As I mentioned a couple of years ago, I try to follow what academic researchers write about crowdsourcing. As a crowdsourcing practitioner, I welcome the clarity, holistic approach, and intellectual vigor academic research brings to the table. On occasion, however, I come across a paper that instead of clarifying the crowdsourcing water, muddies it.
Unfortunately, a recent HBR article (“Why Crowdsourcing Often Leads to Bad Ideas”) by Oguz A. Acar of the University of London’s Cass Business School falls in the latter category. Prof. Acar complains – and not unreasonably, I must add – that “most crowdsourcing initiatives end up with an overwhelming amount of useless ideas.” Prof. Acar believes he has identified a reason for this tsunami of “bad ideas”: our inattention to what motivates the crowd producing these ideas.
To make his point, Prof. Acar studied the motivation of the crowd members of InnoCentive, a popular crowdsourcing platform. He found that top-quality solutions usually come from crowd members driven by intrinsic and extrinsic motivation, whereas learning and social motivation have no positive effects on the quality of solutions. Prof. Acar then recommends that in order to improve the quality of submitted ideas, crowdsourcing campaigns should be designed in a way that would encourage the participation of crowd members with intrinsic and extrinsic motivations.
This is where I agree with Prof. Acar: crowd motivation does matter. I wrote about that back in 2014, and the study that Doug Williams and I conducted the same year added some field data to this conclusion.
My problem with Prof. Acar’s reasoning is that he seems to ignore the fact that the term “crowdsourcing” may mean many different things – and one mustn’t confuse them. In a nutshell, crowdsourcing consists of two major types of activities: adding capacity (“microtasking”) and accessing expertise (“crowdsourced innovation”). The second type, accessing expertise crowdsourcing, can be further divided into idea generation and problem-solving, which I propose calling the “bottom-up” and “top-down” crowdsourcing, respectively (and wrote about benefits and drawbacks of both here and here).
It’s the idea generation (“bottom-up”) version of crowdsourcing that routinely produces a large number of useless ideas. But InnoCentive, the platform Prof. Acar invoked, is the problem-solving (“top-down”), not idea generation platform. Learning what motivates people trying to solve precisely defined technical and business problems and applying this knowledge to the motivation of folks asked to generate vaguely defined “ideas” doesn’t make much sense.
But Prof. Acar’s arguments are also misleading for another, much more important reason. As other academic researchers repeatedly pointed out (see, for example, here) – and most crowdsourcing practitioners would confirm – the key factor defining the ultimate success or failure of a crowdsourcing campaign is not a crowd (its size, composition, motivation, etc.), but the question this crowd is presented with.
I call it the “80:20 rule”: 80% of unsuccessful crowdsourcing campaigns I’m aware of have failed because of the inability to properly formulate the question to be presented to a crowd; only 20% have done so because of the poor performance of the crowd.
Crowdsourcing campaigns mentioned by Prof. Acar generate a lot of useless ideas not because the crowd was badly motivated, but because the parameters of “ideas” were poorly defined by the campaign managers (“crowdmasters”). So, my recommendation to them would be this: master first the art and science of formulating a question that you’ll ask your crowd—by both properly defining the problem and describing a “perfect” solution to it.
And if the outcome of the crowdsourcing campaign falls below your expectations, don’t automatically blame the crowd – or crowdsourcing in general. Start with looking closer to yourself.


● **PROBLEM TO SOLVE**: Write out the records in full, exactly as given, but without the images.

● **Data entries for graphics**:
◆ ◆ ◆
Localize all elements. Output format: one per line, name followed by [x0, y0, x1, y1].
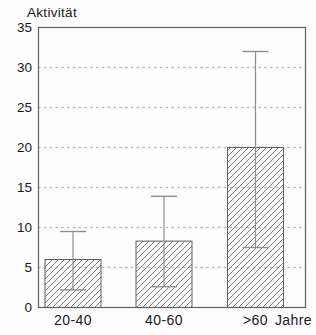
x-tick-label: >60 — [243, 312, 268, 328]
y-tick-label: 20 — [17, 140, 32, 155]
bar-chart: Aktivität 0510152025303520-4040-60>60Jah… — [0, 0, 316, 335]
y-tick-label: 0 — [24, 300, 32, 315]
x-tick-label: 40-60 — [145, 312, 183, 328]
y-tick-label: 25 — [17, 100, 32, 115]
x-axis-unit-label: Jahre — [275, 312, 312, 328]
y-tick-label: 5 — [24, 260, 32, 275]
y-tick-label: 15 — [17, 180, 32, 195]
y-tick-label: 10 — [17, 220, 32, 235]
y-tick-label: 30 — [17, 60, 32, 75]
y-tick-label: 35 — [17, 20, 32, 35]
chart-plot-area: 0510152025303520-4040-60>60Jahre — [0, 0, 316, 335]
x-tick-label: 20-40 — [54, 312, 92, 328]
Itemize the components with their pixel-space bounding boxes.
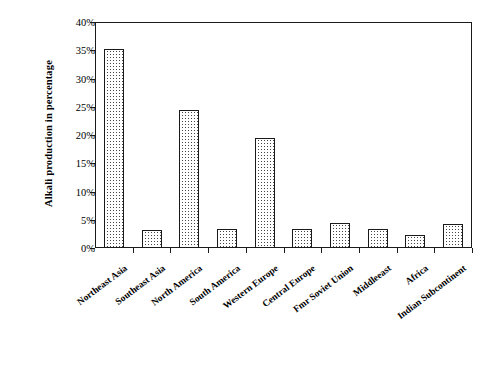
x-axis-label-group: Northeast AsiaSoutheast AsiaNorth Americ… (0, 0, 498, 365)
bar-chart-figure: Alkali production in percentage 0%5%10%1… (0, 0, 498, 365)
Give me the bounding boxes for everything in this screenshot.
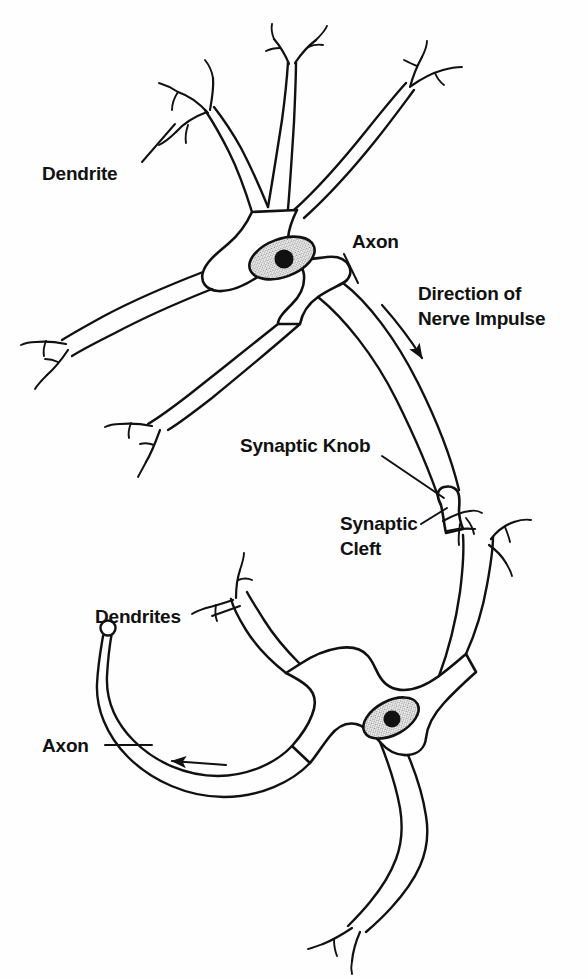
upper-dendrite-mid-twigs xyxy=(266,24,327,64)
upper-dendrite-right-twigs xyxy=(404,41,462,87)
lower-nucleolus xyxy=(384,711,401,728)
upper-dendrite-lowleft2-bottom-tube xyxy=(168,324,300,430)
upper-dendrite-mid-right-tube xyxy=(288,62,296,209)
lower-dendrite-downright-right-tube xyxy=(366,755,427,932)
lower-neuron xyxy=(97,520,531,974)
lower-dendrite-downright-left-tube xyxy=(348,742,402,926)
label-dendrites-bottom: Dendrites xyxy=(95,606,181,627)
neuron-diagram-canvas: Dendrite Axon Direction of Nerve Impulse… xyxy=(0,0,588,979)
lower-dendrite-upright-twigs xyxy=(489,520,531,576)
upper-dendrite-mid-left-tube xyxy=(268,62,288,207)
upper-neuron xyxy=(21,24,482,545)
lower-dendrite-upleft-inner-tube xyxy=(247,592,300,664)
upper-dendrite-lowleft-twigs xyxy=(21,341,68,389)
lower-dendrite-upleft-twigs xyxy=(192,553,252,621)
upper-dendrite-right-inner-tube xyxy=(294,83,406,210)
upper-dendrite-lowleft2-twigs xyxy=(105,423,160,477)
upper-dendrite-left-lower-tube xyxy=(214,107,268,207)
upper-dendrite-right-outer-tube xyxy=(304,90,414,218)
label-synaptic-cleft-line1: Synaptic xyxy=(340,513,418,534)
lower-impulse-arrow xyxy=(172,761,226,765)
lower-dendrite-downright-twigs xyxy=(308,928,360,974)
neuron-diagram-figure: Dendrite Axon Direction of Nerve Impulse… xyxy=(0,0,588,979)
label-direction-line2: Nerve Impulse xyxy=(418,308,545,329)
upper-dendrite-lowleft-top-tube xyxy=(62,272,203,340)
lower-dendrite-upright-right-tube xyxy=(466,537,493,654)
label-synaptic-knob: Synaptic Knob xyxy=(240,435,370,456)
synaptic-knob-leader xyxy=(382,456,444,498)
label-synaptic-cleft-line2: Cleft xyxy=(340,538,382,559)
dendrite-top-leader xyxy=(142,124,175,162)
label-axon-bottom: Axon xyxy=(42,735,89,756)
upper-nucleolus xyxy=(275,250,294,269)
label-direction-line1: Direction of xyxy=(418,283,522,304)
label-axon-top: Axon xyxy=(352,231,399,252)
upper-dendrite-lowleft2-top-tube xyxy=(148,324,278,424)
lower-dendrite-upright-left-tube xyxy=(439,535,463,676)
label-dendrite-top: Dendrite xyxy=(42,163,117,184)
lower-axon-outer-tube xyxy=(97,636,310,797)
◆ ◆ ◆
● **RESULT OF THIS TASK**:
Localize all elements. Output format: one per line, name followed by [x0, y0, x1, y1].
x-tick-label: >60 — [243, 312, 268, 328]
y-tick-label: 20 — [17, 140, 32, 155]
bar-chart: Aktivität 0510152025303520-4040-60>60Jah… — [0, 0, 316, 335]
y-tick-label: 0 — [24, 300, 32, 315]
x-tick-label: 40-60 — [145, 312, 183, 328]
y-tick-label: 25 — [17, 100, 32, 115]
x-axis-unit-label: Jahre — [275, 312, 312, 328]
y-tick-label: 5 — [24, 260, 32, 275]
y-tick-label: 15 — [17, 180, 32, 195]
y-tick-label: 10 — [17, 220, 32, 235]
y-tick-label: 30 — [17, 60, 32, 75]
y-tick-label: 35 — [17, 20, 32, 35]
chart-plot-area: 0510152025303520-4040-60>60Jahre — [0, 0, 316, 335]
x-tick-label: 20-40 — [54, 312, 92, 328]
Itemize the components with their pixel-space bounding boxes.
x-axis-label-group: Northeast AsiaSoutheast AsiaNorth Americ… (0, 0, 498, 365)
bar-chart-figure: Alkali production in percentage 0%5%10%1… (0, 0, 498, 365)
Give me the bounding boxes for everything in this screenshot.
upper-dendrite-mid-twigs xyxy=(266,24,327,64)
upper-dendrite-right-twigs xyxy=(404,41,462,87)
lower-nucleolus xyxy=(384,711,401,728)
upper-dendrite-lowleft2-bottom-tube xyxy=(168,324,300,430)
upper-dendrite-mid-right-tube xyxy=(288,62,296,209)
lower-dendrite-downright-right-tube xyxy=(366,755,427,932)
lower-neuron xyxy=(97,520,531,974)
lower-dendrite-downright-left-tube xyxy=(348,742,402,926)
label-dendrites-bottom: Dendrites xyxy=(95,606,181,627)
neuron-diagram-canvas: Dendrite Axon Direction of Nerve Impulse… xyxy=(0,0,588,979)
lower-dendrite-upright-twigs xyxy=(489,520,531,576)
upper-dendrite-mid-left-tube xyxy=(268,62,288,207)
upper-neuron xyxy=(21,24,482,545)
lower-dendrite-upleft-inner-tube xyxy=(247,592,300,664)
upper-dendrite-lowleft-twigs xyxy=(21,341,68,389)
lower-dendrite-upleft-twigs xyxy=(192,553,252,621)
upper-dendrite-right-inner-tube xyxy=(294,83,406,210)
upper-dendrite-lowleft2-twigs xyxy=(105,423,160,477)
upper-dendrite-left-lower-tube xyxy=(214,107,268,207)
upper-dendrite-right-outer-tube xyxy=(304,90,414,218)
label-synaptic-cleft-line1: Synaptic xyxy=(340,513,418,534)
lower-impulse-arrow xyxy=(172,761,226,765)
lower-dendrite-downright-twigs xyxy=(308,928,360,974)
neuron-diagram-figure: Dendrite Axon Direction of Nerve Impulse… xyxy=(0,0,588,979)
label-direction-line2: Nerve Impulse xyxy=(418,308,545,329)
upper-dendrite-lowleft-top-tube xyxy=(62,272,203,340)
lower-dendrite-upright-right-tube xyxy=(466,537,493,654)
label-synaptic-knob: Synaptic Knob xyxy=(240,435,370,456)
synaptic-knob-leader xyxy=(382,456,444,498)
label-synaptic-cleft-line2: Cleft xyxy=(340,538,382,559)
dendrite-top-leader xyxy=(142,124,175,162)
label-axon-bottom: Axon xyxy=(42,735,89,756)
upper-nucleolus xyxy=(275,250,294,269)
label-direction-line1: Direction of xyxy=(418,283,522,304)
label-axon-top: Axon xyxy=(352,231,399,252)
upper-dendrite-lowleft2-top-tube xyxy=(148,324,278,424)
lower-dendrite-upright-left-tube xyxy=(439,535,463,676)
label-dendrite-top: Dendrite xyxy=(42,163,117,184)
lower-axon-outer-tube xyxy=(97,636,310,797)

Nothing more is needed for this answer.